Not Going to Apologize

I’m tired of apologizing for things this summer. I’m tired of explaining I haven’t gotten to email, I can’t get to my Facebook. I’ve had the same chipped toenail polish on my feet for maybe a month now. And I’m not going to apologize for that either. It just isn’t important enough.

My goal for these two short months of summer was to spend this block of time absolutely putting my kids first. As a part-time working Mom (everyone tells me its full time but I fake it by working at home) I never quite feel as if I’m completely turning my high beams on my kids. There is always something I have to do, groceries, work, dinner, simmering in the back of my mind.

That’s why I did something that is not in my nature; something that would connect me more tightly to my kids, slow my pace, make me still. I ordered an old-fashioned wooden jigsaw puzzle online from Liberty Puzzle in Boulder Colorado.
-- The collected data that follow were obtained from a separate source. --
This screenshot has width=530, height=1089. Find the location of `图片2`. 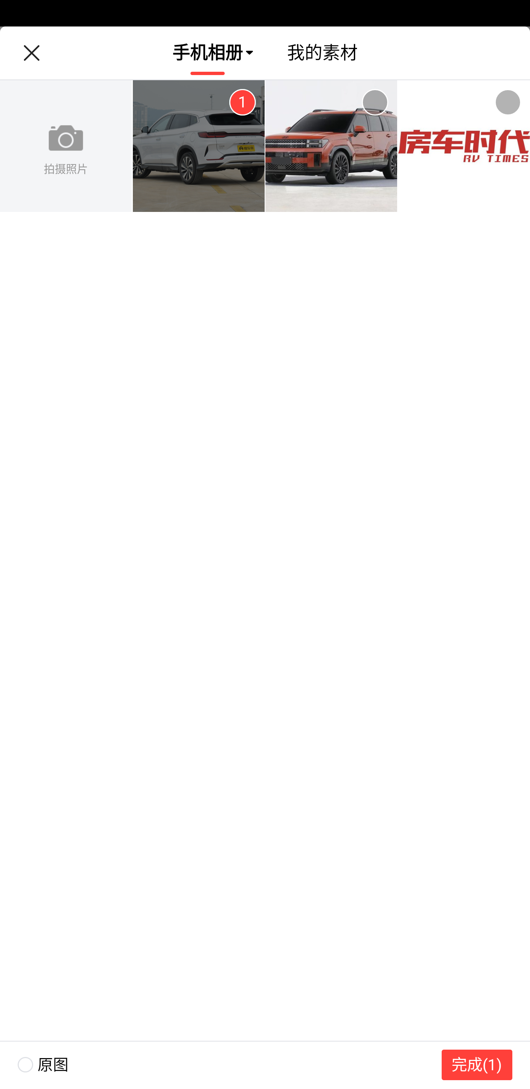

图片2 is located at coordinates (331, 146).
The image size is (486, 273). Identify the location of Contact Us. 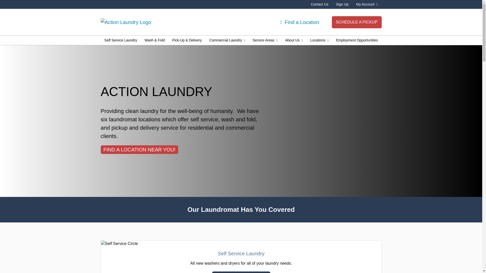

I had seen these puzzles at a girlfriend weekend in Montana and been captivated by the intricate wooden puzzle pieces; shapes of people, buffalos, shooting stars and so many more. They were works of art.

Not being a puzzle person, or even much of a game/card enthusiast, I found myself surprisingly excited at the choices on the website. So many pictures, how many pieces? I wanted something that would be a long-term project, that we could go back and forth with and spend minutes and even hours lost in the search for building and creating. I wanted to feel the triumph of teamwork and to give us all that sense of accomplishment that comes with finishing a section. We chose a Currier and Ives print of a train, mostly because it had the largest number of pieces we could find.

When the puzzle arrived and I dumped out all the intricate pieces I felt dismayed for a moment. What was a novice doing setting the bar so high? My girls looked up at me expectantly. How would we ever begin? My first inclination, being a type A person, was to organize all the sky blue pieces and then the border pieces and then the smoke stack gray pieces and the grass on the landscape.

“No,” my girls said in a chorus. “We want to do it our way.” And they began with a little section, building it out and plucking the pieces from the giant pile. I would have to learn to do it their way. Wasn’t that the point after all? not to rush through this, but to pick our way, to follow their lead.

This past spring was a flurry of speaking engagements and a book tour whirlwind, of leaving my kids for nights at a time. I missed the very last day of third grade of the very last kids I’ll ever have. I came home to their artwork already unpacked on the table, the backpacks, empty and limp.

On the way home from a book reading I picked up a copy of Ann Hood’s “Comfort.” We had met one another at a book event and had made a connection. I hesitated before opening the slim white cover, knowing it was a book about the unexpected loss of her daughter. In beautiful and painful prose she weaves the agony of what I consider to be the thing from which you never recover.

In the book, she describes how she and her daughter have what they call the “puzzle room” where they work on puzzles together after school, after homework, where they find the rhythm of mother and daughter banter.

It was reading this on the plane that made me decide I needed my own puzzle experience with my family. I didn’t want to lose them, to have them grow up and not be able to say “we used to do puzzles together.” Just once, I wanted us to be puzzle people.

The puzzle is still all over the dining room table. We find bits of time to do it. We laugh, we get mad at each other and I break up twin-type altercations, but mostly it feels like summer to me. The crickets buzz at night, the geese honk out on the lake, and wispy clouds sit low on the mountains on many of the misty mornings. I can hear a whipoorwill call and the scamper of chipmunks around my flower beds. As I walk by the dining room table before anyone else is awake and look at all those uncoupled pieces I don’t feel the sense of what is undone. Instead, I feel a satisfaction in what we will do together, on our own timetable.